▶ About this task
Please print only the top portion of the entries below, ending with the line that contains "Image resolution: width=557", exactly as written.

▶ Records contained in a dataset
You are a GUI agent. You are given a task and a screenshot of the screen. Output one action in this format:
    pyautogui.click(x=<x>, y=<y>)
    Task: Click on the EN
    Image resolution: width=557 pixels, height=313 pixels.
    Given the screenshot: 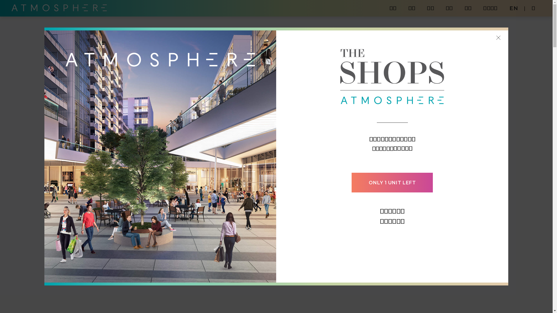 What is the action you would take?
    pyautogui.click(x=514, y=8)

▶ Answer to this task
You are a GUI agent. You are given a task and a screenshot of the screen. Output one action in this format:
    pyautogui.click(x=<x>, y=<y>)
    Task: Click on the EN
    Image resolution: width=557 pixels, height=313 pixels.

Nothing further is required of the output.